For the past fortnight since the local election debacle I have been running a Poll on who should lead the Labour Party into the next general election. Gordon Brown was of course included in the shortlist, but the results show that, however much support he retains among Labour Party members, readers of this blog at any rate are less than enthused by his leadership.
Although Brown topped the poll with 20pc of the vote, four out of five of those who took part backed other candidates, with Jack Straw and Jon Cruddas the next most favoured. Furthermore there are strong suggestions that some of those who want to keep Brown in place were Tories - there was a surge of votes for the Prime Minister after my commentary piece last weekend was linked to by Guido Fawkes, sending traffic temporarily through the roof.
The full results were:
Gordon Brown 20%
Jack Straw 15%
Jon Cruddas 14%
David Miliband 13%
Alan Johnson 11%
John McDonnell 7%
Ed Balls 6%
Hilary Benn 6%
John Denham 5%
Alan Milburn 2%
Since the poll began Gordon has obviously launched a fairly determined fightback with this week's emergency Budget and draft Queen's Speech, and I'll be saying a bit more about the potential impact of this in my weekly column which will be on here from tomorrow morning.
One name I didn't include in the list was James Purnell, mainly because I view him as an incurable lightweight. However Fraser Nelson of the Spectator, who knows more about these things than I do, has since penned this piece arguing that Purnell, not David Miliband, is now the great hope of the Blairite faction.
I was in London yesterday and read a scandalous piece in the Standard's Londoner's Diary suggesting the Speccie has turned against Miliband because its editor Matthew d'Ancona's wife Sarah, who is Miliband's special adviser, has left him. This is so outrageous that it either has to be (a) true or (b) a particularly unfortunate case of a journalist putting two and two together and making seventeen.
3 comments:
With great respect to Fraser Nelson, your own instincts about Purnell are absolutely spot-on.
While Derek Mapp is far from a disinterested observer on the subject of Purnell, his description of him as a 'greasy pole-climber' is pretty much all there is to it. There is no great philosophical depth and a long track-record of over-titled under-achievement in the public sector.
Purnell is ambitious, without doubt, and more than capable of the modern ministrial trait of confronting all the evidence head-on and still concluding he was right in the first place.
A true giant? Well, a little bit taller than a grande latte, anyway...
I voted for Gordon. He's a titan.
I'm neither a fan of the Labour Party or of Gordon Brown, but if you were to ask me who would be the best candidate to lead the Labour Party at the next election - if Brown were to fall under a bus - it would have to be Alan Johnson.
AJ not winning the Deputy Leadership could have been the best thing ever to happen to him.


--- Required action ---
Your response should be a copy of each line in the listing below that includes the word "plot".
==== Records provided
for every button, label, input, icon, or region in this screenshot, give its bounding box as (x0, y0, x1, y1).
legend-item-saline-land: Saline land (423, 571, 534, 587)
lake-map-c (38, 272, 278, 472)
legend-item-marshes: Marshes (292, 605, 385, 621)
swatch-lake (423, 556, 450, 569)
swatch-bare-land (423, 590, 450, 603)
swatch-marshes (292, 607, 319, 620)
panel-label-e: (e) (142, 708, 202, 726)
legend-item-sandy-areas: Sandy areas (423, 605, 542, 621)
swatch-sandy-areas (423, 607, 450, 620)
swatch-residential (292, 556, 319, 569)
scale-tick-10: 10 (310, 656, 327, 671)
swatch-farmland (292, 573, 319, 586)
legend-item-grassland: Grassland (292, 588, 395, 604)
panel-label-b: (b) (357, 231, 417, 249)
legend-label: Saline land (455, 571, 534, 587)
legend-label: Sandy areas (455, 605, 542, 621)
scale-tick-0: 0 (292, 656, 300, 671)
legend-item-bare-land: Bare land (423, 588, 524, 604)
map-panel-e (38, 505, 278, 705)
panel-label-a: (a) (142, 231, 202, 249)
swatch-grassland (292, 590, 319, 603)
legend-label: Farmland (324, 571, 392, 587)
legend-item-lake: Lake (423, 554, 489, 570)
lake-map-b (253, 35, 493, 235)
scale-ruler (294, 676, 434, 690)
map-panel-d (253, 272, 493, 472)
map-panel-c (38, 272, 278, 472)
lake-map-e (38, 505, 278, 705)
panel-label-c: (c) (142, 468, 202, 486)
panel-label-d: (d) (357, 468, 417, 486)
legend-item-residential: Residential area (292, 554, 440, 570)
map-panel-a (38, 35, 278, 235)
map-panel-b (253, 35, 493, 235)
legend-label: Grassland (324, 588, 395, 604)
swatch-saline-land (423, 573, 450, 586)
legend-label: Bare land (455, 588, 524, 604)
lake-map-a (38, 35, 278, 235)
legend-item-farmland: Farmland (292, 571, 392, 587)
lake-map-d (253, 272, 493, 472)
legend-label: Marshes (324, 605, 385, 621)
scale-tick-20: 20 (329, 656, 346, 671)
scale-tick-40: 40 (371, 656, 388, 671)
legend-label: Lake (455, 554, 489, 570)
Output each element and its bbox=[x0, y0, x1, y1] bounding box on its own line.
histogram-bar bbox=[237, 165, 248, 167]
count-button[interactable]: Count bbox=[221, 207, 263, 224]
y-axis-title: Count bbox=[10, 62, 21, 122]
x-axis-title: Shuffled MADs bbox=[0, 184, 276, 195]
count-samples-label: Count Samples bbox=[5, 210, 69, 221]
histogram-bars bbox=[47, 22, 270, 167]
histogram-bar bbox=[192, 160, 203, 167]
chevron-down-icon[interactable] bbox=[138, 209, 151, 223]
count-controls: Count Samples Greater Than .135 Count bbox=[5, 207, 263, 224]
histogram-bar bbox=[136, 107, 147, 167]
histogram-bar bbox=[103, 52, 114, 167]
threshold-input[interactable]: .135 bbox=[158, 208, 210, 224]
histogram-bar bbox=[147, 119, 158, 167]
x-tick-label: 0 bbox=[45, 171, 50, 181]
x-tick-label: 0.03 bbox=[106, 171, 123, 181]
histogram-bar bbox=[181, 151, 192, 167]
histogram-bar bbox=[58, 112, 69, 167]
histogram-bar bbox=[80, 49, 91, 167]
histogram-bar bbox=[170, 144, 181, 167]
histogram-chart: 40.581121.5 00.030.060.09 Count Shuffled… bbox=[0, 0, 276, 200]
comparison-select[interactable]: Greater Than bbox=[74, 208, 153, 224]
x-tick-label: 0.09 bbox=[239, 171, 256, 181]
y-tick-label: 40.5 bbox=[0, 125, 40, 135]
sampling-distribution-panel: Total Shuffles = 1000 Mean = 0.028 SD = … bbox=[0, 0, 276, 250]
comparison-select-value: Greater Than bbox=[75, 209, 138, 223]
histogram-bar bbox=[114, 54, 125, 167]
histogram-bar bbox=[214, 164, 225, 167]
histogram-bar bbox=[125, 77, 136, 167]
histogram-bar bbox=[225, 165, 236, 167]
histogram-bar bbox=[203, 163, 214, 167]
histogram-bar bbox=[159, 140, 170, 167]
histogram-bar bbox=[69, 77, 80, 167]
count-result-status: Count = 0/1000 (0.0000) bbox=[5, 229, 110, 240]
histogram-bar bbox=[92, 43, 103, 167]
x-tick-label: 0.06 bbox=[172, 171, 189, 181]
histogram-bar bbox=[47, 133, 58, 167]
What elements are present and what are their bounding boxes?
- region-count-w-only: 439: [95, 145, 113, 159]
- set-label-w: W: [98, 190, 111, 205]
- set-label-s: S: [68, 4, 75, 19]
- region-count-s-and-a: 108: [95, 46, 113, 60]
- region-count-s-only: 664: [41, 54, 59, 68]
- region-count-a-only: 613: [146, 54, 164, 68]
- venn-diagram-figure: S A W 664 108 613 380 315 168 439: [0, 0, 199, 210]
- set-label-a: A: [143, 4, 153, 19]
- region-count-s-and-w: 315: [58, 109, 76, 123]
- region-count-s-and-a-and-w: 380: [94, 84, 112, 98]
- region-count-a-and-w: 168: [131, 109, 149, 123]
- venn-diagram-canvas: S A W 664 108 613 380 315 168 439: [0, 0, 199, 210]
========
==== Records provided
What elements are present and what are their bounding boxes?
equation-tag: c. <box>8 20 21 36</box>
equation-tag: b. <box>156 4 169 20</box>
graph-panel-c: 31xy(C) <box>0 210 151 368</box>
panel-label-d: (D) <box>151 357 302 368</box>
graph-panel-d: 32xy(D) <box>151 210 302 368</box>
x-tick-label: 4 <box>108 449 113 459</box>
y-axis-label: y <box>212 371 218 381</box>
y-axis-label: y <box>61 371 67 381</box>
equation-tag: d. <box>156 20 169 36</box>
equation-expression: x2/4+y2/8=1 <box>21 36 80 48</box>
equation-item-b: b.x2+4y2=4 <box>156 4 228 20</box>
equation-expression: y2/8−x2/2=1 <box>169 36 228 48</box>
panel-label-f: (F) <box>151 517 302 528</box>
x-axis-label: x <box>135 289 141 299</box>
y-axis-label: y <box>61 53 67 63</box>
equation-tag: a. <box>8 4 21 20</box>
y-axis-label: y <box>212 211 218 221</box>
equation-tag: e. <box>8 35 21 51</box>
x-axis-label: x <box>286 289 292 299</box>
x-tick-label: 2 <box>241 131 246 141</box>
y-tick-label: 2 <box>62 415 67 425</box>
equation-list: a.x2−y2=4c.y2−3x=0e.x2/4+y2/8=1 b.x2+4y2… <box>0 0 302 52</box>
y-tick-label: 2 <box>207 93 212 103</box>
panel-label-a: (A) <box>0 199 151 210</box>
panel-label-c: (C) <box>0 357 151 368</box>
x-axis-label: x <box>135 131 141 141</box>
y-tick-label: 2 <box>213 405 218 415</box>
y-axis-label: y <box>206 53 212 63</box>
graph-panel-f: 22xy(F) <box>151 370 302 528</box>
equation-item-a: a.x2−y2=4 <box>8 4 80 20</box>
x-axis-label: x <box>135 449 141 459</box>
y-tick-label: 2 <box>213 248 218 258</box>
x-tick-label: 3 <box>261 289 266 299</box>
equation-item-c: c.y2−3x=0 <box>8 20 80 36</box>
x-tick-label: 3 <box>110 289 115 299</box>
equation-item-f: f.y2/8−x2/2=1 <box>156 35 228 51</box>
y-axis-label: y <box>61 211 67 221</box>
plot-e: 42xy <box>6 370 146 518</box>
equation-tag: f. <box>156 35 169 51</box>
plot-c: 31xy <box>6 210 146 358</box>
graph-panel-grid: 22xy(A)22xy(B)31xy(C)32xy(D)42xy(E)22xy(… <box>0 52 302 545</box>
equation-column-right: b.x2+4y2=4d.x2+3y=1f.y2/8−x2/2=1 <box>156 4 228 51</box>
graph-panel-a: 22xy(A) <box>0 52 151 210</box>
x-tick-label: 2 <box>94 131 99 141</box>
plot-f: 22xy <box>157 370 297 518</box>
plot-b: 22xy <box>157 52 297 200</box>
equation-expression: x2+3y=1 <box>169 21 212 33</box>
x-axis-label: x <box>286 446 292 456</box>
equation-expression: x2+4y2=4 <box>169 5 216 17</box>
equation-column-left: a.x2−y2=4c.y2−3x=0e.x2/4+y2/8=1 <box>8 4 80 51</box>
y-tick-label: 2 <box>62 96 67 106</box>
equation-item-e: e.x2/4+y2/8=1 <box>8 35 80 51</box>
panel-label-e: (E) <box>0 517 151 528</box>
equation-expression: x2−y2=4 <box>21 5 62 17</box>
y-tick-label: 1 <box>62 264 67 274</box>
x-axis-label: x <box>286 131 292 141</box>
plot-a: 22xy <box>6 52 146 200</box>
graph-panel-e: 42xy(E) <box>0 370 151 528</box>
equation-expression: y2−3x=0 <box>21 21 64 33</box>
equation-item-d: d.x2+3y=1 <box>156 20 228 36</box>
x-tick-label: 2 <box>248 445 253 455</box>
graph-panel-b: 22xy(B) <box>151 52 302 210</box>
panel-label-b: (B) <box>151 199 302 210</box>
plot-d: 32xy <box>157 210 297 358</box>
========
--- Written solution ---
plot-e: 42xy <box>6 370 146 518</box>
plot-c: 31xy <box>6 210 146 358</box>
plot-f: 22xy <box>157 370 297 518</box>
plot-b: 22xy <box>157 52 297 200</box>
plot-a: 22xy <box>6 52 146 200</box>
plot-d: 32xy <box>157 210 297 358</box>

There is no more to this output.